Snacks

Beef Liver Pâté (Carnivore, 5 Ingredients)

Carl Henderson

By Carl Henderson · Retired French Chef · Updated 2026-05-08

1 lb beef liver, ¾ cup butter, salt — blended into rich pâté. No onions, no shallots, no brandy. 30-minute prep, keeps 5 days refrigerated.

Glass jar of beef liver pâté on a wooden cutting board, smooth dark mauve surface, butter knife resting beside it, slice of cooked steak with pâté smeared on top

Carnivore beef liver pâté is 1 pound of fresh beef liver soaked 30 minutes in salt water, seared in 2 tablespoons of butter for 4 minutes per side, then blended in a food processor with ¾ cup of softened butter and 1 teaspoon of salt until smooth. No onions, no shallots, no garlic, no brandy, no thyme — strict carnivore strips out the standard pâté aromatics. The 1:1 liver-to-butter ratio (by volume) is what produces the silky texture; less butter and the pâté tastes powdery. A 2-ounce serving delivers 14g protein, 18g fat, and 220 calories. Beef liver costs $5 to $8 per pound at most grocery stores; the finished pâté yields about 1.5 pounds and costs roughly $1.50 per ounce — a tenth of the price of high-end commercial pâté at $15 per ounce. Refrigerate in a glass container with parchment pressed against the surface to prevent oxidation. Keeps 5 days fresh, 3 months frozen in 2-ounce portions.

Prep Time
20 min
Cook Time
10 min
Protein
14g
Calories
220

Ingredients

IngredientProteinFatCalories
2 oz pâté (per serving)14g18g220
1 tbsp butter contribution (per serving)0g11g100
Coarse salt (per serving)0g0g0
Per serving14g18g220

Macros per serving (after cooking and any fat draining). Source: USDA FoodData Central.

Instructions

  1. 1

    Trim any large veins from the beef liver. Cut into 2-inch pieces.

  2. 2

    Soak in 4 cups cold water with 1 tbsp salt for 30 minutes to mellow the flavor and remove any residual blood.

  3. 3

    Drain and pat dry with paper towels.

  4. 4

    Heat 2 tbsp of the softened butter in a 12-inch cast iron skillet over medium-high heat.

  5. 5

    Sear liver pieces 4 minutes per side until the exterior is browned and the interior is slightly pink. Don't fully cook through — overcooked liver makes grainy pâté.

  6. 6

    Transfer hot liver to a food processor. Add the remaining ¾ cup softened butter and 1 tsp coarse salt.

  7. 7

    Process for 2 to 3 minutes until completely smooth, scraping the sides once. The mixture should look like creamy peanut butter.

  8. 8

    Transfer to a glass container. Press parchment paper directly onto the surface to prevent oxidation. Refrigerate 4 hours to firm up. Keeps 5 days refrigerated, 3 months frozen.

Nutrition per Serving

220
Calories
14g
Protein
18g
Fat
0g
Carbs

Frequently Asked Questions

Why no onion or garlic in carnivore pâté?

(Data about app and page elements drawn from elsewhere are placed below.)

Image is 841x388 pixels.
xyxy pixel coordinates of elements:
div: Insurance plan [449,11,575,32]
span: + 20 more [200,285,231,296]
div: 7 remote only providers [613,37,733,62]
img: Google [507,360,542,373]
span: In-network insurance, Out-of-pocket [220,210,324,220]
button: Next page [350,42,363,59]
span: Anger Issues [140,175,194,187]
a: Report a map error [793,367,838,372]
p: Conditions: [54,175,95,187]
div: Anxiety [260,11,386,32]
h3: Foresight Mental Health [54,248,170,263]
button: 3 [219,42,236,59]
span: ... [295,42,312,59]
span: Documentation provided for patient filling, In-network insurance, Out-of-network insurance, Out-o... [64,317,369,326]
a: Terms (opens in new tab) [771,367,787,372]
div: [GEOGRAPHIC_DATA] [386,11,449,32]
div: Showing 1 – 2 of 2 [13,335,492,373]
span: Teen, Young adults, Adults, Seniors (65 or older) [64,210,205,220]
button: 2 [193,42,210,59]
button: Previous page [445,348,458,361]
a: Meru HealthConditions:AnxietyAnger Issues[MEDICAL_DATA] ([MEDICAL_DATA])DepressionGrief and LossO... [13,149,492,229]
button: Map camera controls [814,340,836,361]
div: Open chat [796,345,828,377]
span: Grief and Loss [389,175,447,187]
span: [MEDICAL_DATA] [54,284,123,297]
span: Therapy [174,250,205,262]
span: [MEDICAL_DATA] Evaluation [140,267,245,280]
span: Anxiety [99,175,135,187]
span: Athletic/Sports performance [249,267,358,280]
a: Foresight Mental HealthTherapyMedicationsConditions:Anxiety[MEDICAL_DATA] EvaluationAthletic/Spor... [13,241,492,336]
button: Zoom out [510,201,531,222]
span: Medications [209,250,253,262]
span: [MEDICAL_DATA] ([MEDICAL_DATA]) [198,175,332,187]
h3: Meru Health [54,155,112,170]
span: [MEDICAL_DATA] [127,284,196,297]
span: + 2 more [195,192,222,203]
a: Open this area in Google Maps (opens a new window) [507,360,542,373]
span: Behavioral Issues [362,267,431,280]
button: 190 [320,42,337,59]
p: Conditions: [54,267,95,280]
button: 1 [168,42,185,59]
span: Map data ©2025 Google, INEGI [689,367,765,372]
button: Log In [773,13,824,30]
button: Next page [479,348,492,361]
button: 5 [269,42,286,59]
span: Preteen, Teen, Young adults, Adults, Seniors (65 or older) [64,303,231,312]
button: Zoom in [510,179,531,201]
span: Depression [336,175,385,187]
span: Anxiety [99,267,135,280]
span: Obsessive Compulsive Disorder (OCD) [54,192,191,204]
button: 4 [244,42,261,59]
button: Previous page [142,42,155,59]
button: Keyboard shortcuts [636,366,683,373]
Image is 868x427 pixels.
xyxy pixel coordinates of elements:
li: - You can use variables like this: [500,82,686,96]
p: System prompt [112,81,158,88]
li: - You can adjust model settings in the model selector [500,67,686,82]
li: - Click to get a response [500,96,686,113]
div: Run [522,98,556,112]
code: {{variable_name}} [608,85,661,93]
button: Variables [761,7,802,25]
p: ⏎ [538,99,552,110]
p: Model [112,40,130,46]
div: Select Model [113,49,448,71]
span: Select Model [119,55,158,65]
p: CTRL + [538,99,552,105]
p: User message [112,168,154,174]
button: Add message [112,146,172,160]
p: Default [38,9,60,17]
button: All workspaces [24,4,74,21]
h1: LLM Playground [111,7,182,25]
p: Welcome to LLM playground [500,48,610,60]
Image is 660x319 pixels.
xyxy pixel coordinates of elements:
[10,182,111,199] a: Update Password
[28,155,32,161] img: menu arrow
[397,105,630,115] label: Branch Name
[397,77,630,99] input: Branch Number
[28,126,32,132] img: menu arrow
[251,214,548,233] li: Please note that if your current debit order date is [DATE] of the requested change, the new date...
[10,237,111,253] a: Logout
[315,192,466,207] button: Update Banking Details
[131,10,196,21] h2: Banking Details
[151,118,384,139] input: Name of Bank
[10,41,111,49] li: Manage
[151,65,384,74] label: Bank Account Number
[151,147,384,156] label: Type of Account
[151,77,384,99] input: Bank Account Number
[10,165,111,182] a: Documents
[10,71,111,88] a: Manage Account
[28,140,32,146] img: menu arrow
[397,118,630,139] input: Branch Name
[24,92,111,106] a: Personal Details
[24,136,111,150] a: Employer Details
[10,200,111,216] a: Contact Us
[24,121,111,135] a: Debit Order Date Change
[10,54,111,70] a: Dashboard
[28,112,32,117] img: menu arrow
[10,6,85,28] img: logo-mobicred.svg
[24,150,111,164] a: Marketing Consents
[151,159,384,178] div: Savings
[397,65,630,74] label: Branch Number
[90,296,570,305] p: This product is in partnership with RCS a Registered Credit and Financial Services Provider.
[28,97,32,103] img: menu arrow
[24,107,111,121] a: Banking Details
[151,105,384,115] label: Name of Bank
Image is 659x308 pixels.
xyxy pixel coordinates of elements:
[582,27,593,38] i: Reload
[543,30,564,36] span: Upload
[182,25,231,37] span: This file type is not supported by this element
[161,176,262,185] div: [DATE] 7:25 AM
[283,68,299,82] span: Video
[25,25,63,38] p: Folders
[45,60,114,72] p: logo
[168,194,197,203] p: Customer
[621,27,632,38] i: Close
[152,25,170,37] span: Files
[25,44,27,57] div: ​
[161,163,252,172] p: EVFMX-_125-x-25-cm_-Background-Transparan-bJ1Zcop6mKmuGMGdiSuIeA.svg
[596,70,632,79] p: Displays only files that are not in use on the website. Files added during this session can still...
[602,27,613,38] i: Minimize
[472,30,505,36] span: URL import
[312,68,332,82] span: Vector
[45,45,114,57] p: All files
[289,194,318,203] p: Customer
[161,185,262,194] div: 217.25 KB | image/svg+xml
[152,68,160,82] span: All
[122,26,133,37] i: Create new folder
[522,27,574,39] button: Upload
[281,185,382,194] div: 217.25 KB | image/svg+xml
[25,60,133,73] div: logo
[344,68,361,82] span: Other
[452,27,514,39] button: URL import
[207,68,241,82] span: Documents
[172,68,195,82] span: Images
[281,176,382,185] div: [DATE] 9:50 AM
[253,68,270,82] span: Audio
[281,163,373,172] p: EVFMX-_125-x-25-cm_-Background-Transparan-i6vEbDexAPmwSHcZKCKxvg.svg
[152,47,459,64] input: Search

Both are alliums (plant matter) and excluded from strict carnivore. Traditional French pâté de campagne uses sautéed shallots, garlic, brandy, thyme, and bay for flavor depth. Strict carnivore versions skip all of these. The result is purer-tasting liver and butter — closer to the German leberwurst tradition than French pâté. If you allow some plants, sautéed shallots are the most common addition; brandy is a distant second.

Why slightly pink in the center?

Liver cooked to fully gray-brown internal color produces grainy, sandy pâté no matter how long you blend it. Pulling at slightly pink (about 145°F internal) keeps the texture creamy and the flavor mellow. The blending in the food processor combined with the fully-cooked exterior pasteurizes the mixture; the pink interior is residual color, not undercooked. This is the same principle as chicken-liver cooking — the texture wins matter more than the doneness optic.

How long does pâté keep?

5 days refrigerated when stored with parchment pressed against the surface and the container sealed. The parchment prevents oxidation, which causes the surface to gray and develop off-flavors before the interior spoils. Vacuum-sealed in 2-ounce portions and frozen, pâté holds for 3 months without quality loss. Thaw overnight in the fridge before eating. The texture is identical after freezing if you blended thoroughly initially.